As of the start of this week, the maximum certificate lifespan for TLS certificates has now dropped to 200 days. The change is the first step in a process established by the CA/Browser Forum last year. (CAB is the governing body comprised of certificate authorities, browser vendors, and operating system providers, that sets the Baseline Requirements for publicly trusted SSL/TLS certificates.)


The next changes will be in March 15, 2027, where maximum validity period of subscriber certificates will drop to 100 days, then on March 5, 2029, it will be shortened to 47 days. A number of the Certificate authorities have already moved to issuing certificates with a maximum 199-day validity already.


Why?
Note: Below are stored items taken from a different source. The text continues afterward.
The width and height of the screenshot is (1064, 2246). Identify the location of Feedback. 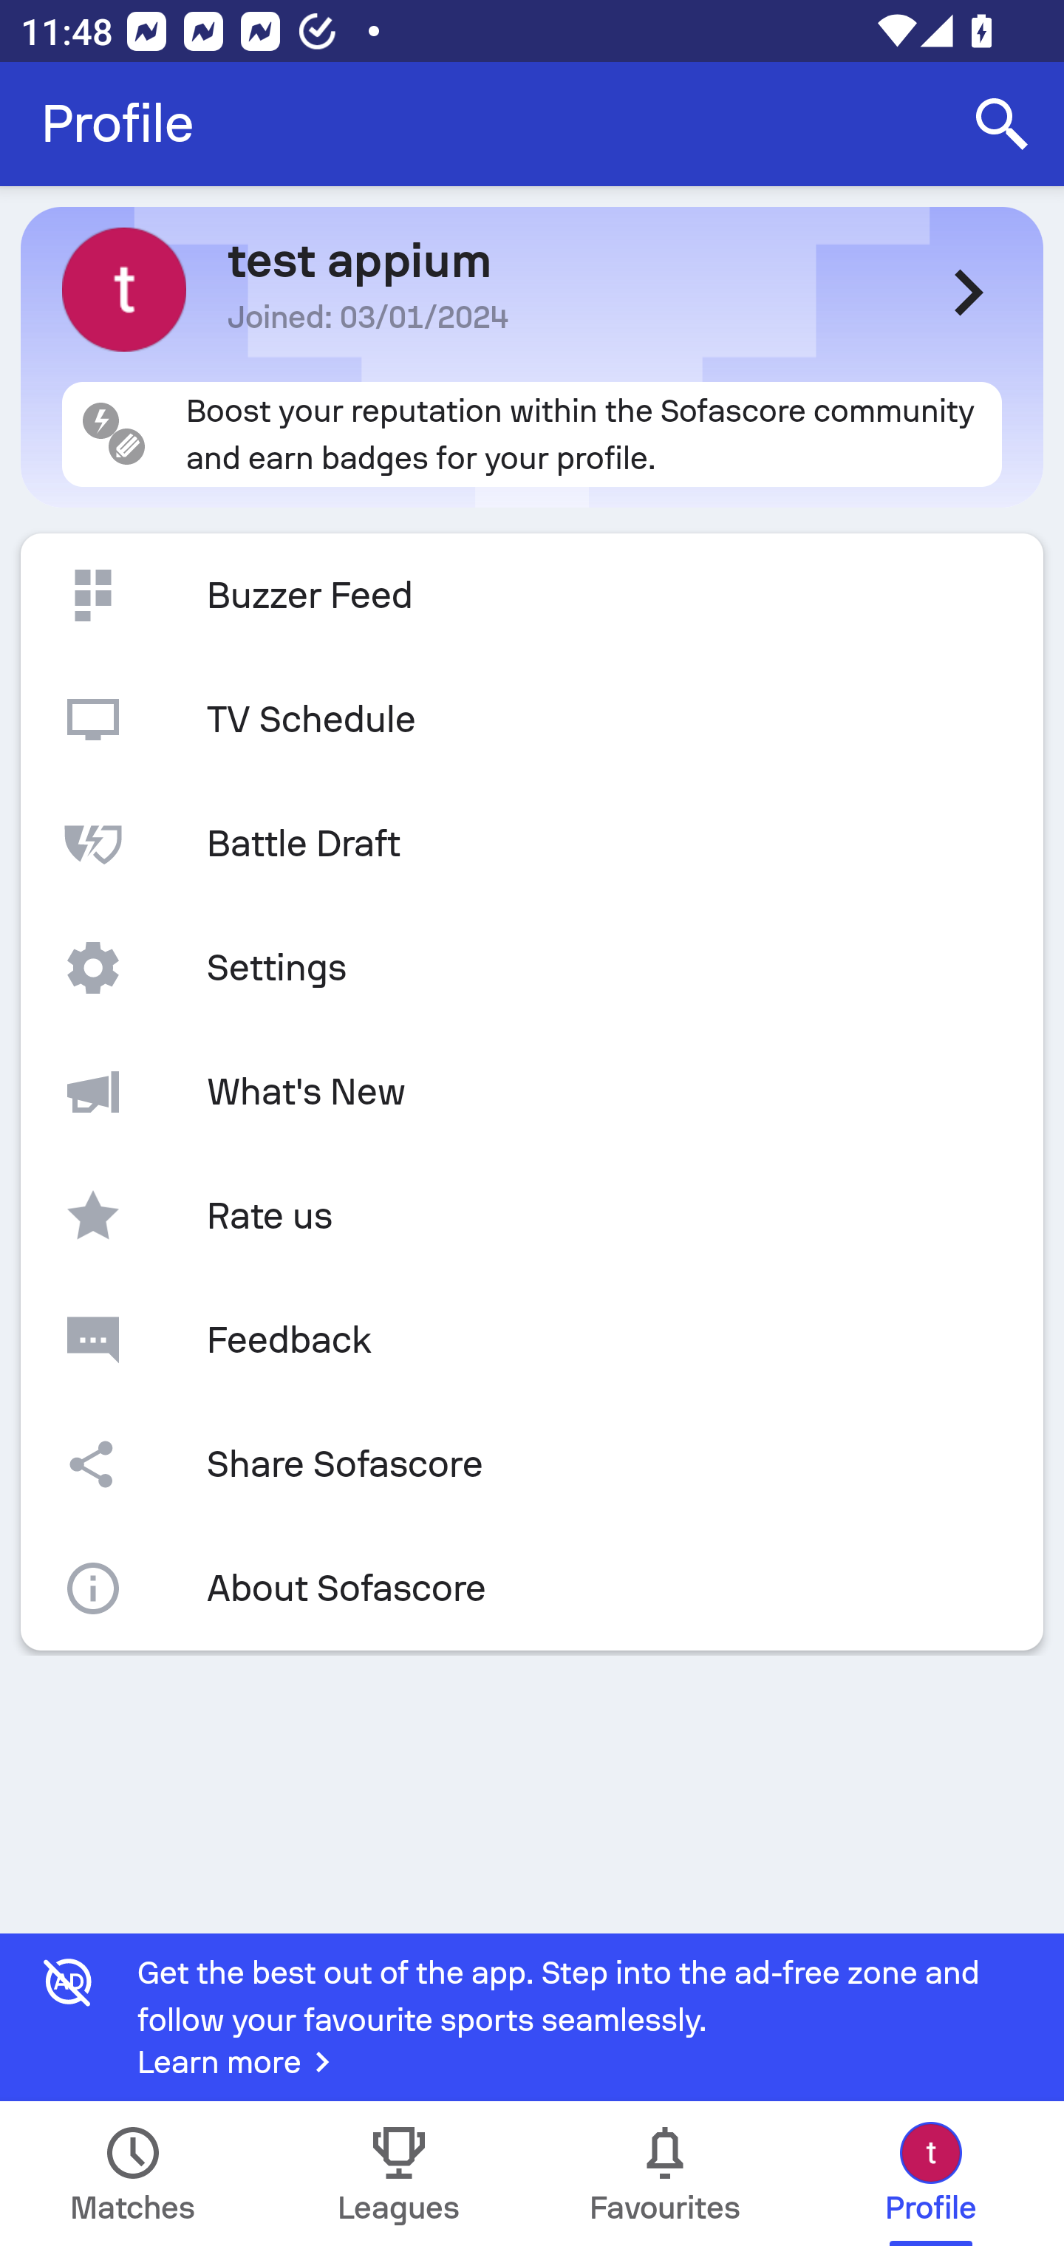
(532, 1339).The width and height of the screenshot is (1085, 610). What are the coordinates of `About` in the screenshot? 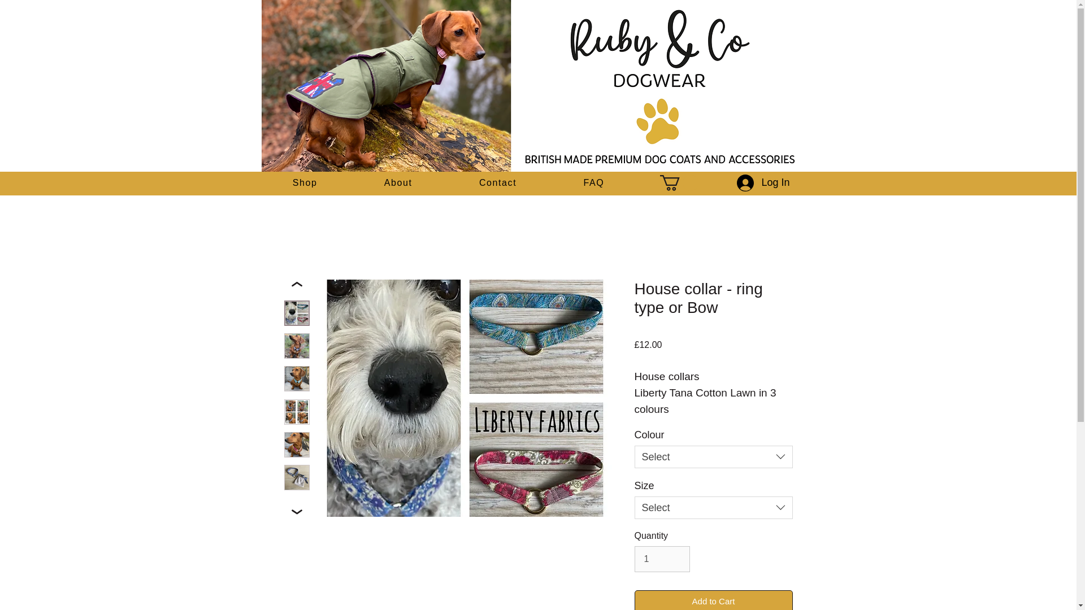 It's located at (305, 183). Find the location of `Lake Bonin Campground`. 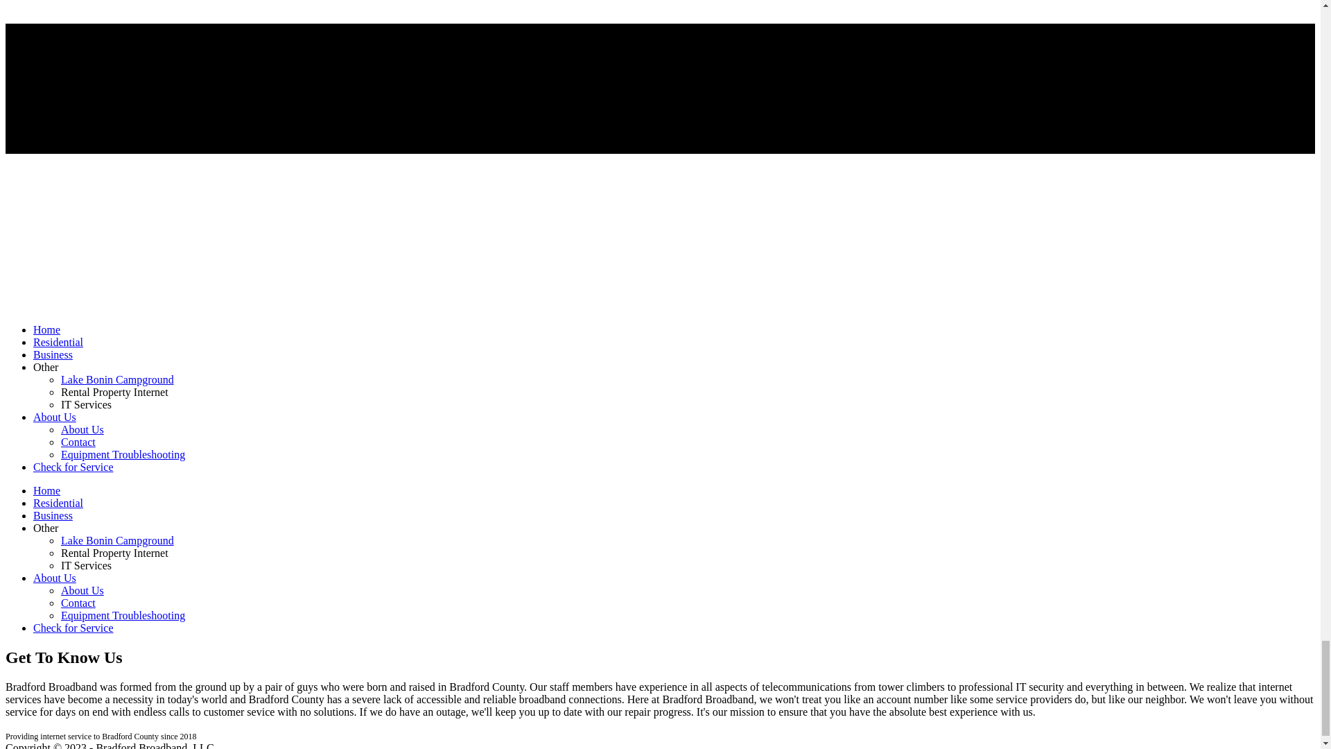

Lake Bonin Campground is located at coordinates (118, 541).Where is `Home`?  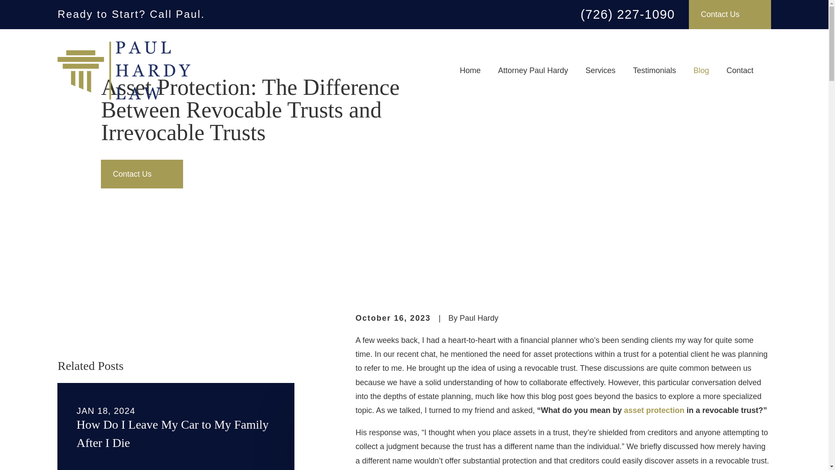
Home is located at coordinates (124, 70).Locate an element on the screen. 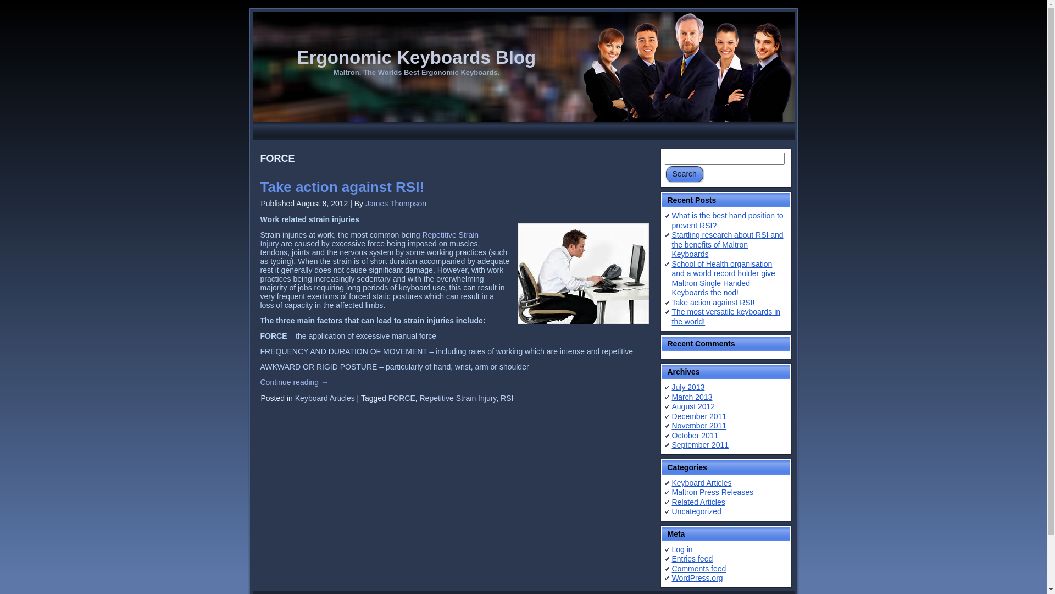 The image size is (1055, 594). Take action against RSI! is located at coordinates (343, 187).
The primary driver is the recognition that trust degrades over time. A certificate issued for over a year is a liability in a fast-moving threat landscape.


Firstly, its to Reduce the Window of Exposure;

If a private key is stolen or a certificate is compromised, it remains valid until it expires or is manually revoked. Revocation systems (like CRL and OCSP) are notoriously unreliable and often bypassed by browsers for performance reasons. By shortening the lifespan to 200 days, the "shelf life" of a stolen key is cut in half, naturally limiting the time an attacker can use it.


Then there is Promoting "Crypto-Agility";

Security standards change. When vulnerabilities are found in encryption algorithms (like the transition away from SHA-1), it can take years to flush old, weak certificates out of the ecosystem. Shorter lifespans allow the entire internet to switch to newer, stronger cryptographic standards much faster.


Forcing Automation;

Manual certificate management is a leading cause of website outages and issues. By moving toward a 200-day (and eventually 47-day) cycle, the industry is effectively making automation mandatory. This forces organisations to adopt tools like the ACME protocol (Automated Certificate Management Environment), which handles renewals automatically, reducing human error.


Lastly, Frequent Identity Validation;

A lot can change in a year, businesses are sold, domains change hands, and server infrastructure is reassigned. Frequent renewals (and the accompanying 200-day limit on data reuse) ensure that the entity owning the certificate still actually controls the domain and is who they claim to be.